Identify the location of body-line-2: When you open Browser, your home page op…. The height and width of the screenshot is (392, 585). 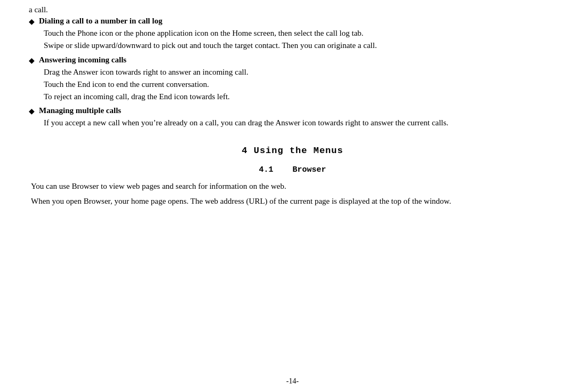
(293, 201).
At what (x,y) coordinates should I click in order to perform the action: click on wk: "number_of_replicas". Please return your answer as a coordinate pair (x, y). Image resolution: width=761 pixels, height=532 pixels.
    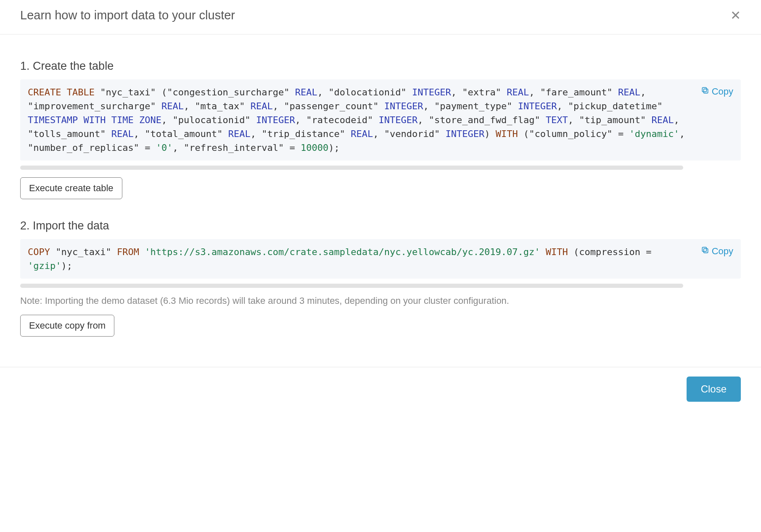
    Looking at the image, I should click on (83, 148).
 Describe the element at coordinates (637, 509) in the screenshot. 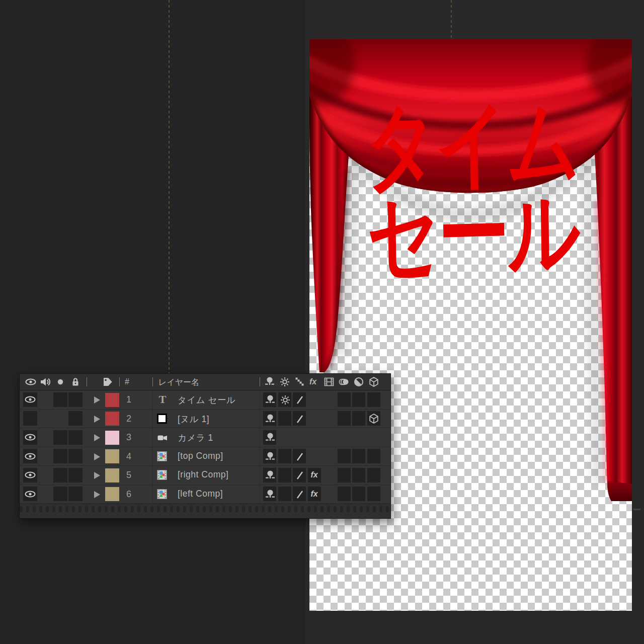

I see `viewer-edge-tick` at that location.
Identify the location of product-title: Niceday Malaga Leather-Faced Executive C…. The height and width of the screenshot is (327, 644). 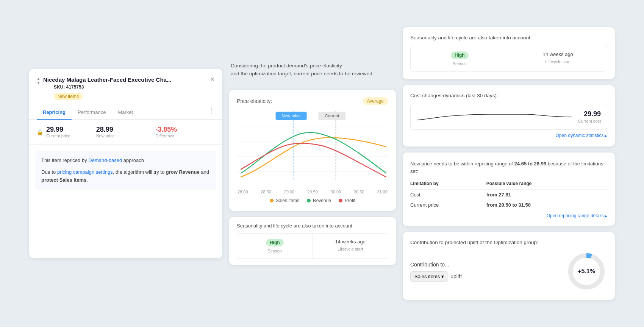
(107, 79).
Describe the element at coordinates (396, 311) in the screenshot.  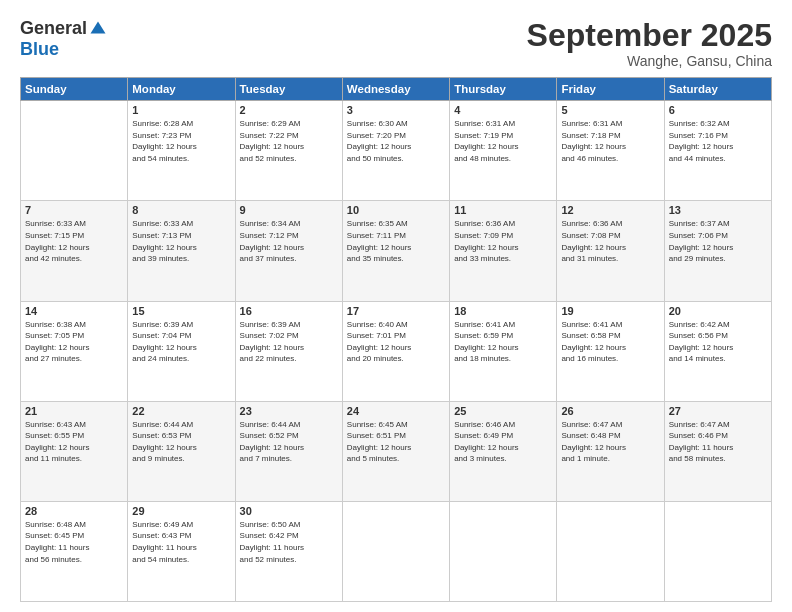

- _Task to complete_
Could you write out the whole listing exactly, dropping the pictures?

- _Reply to the task_
Identify the location of body-line-2: When you open Browser, your home page op…. The height and width of the screenshot is (392, 585). 
(293, 201).
At what (x,y) coordinates should I click in order to perform the action: click on wk: "number_of_replicas". Please return your answer as a coordinate pair (x, y). Image resolution: width=761 pixels, height=532 pixels.
    Looking at the image, I should click on (83, 148).
 Describe the element at coordinates (637, 509) in the screenshot. 

I see `viewer-edge-tick` at that location.
Identify the location of product-title: Niceday Malaga Leather-Faced Executive C…. The height and width of the screenshot is (327, 644). 
(107, 79).
Describe the element at coordinates (396, 311) in the screenshot.  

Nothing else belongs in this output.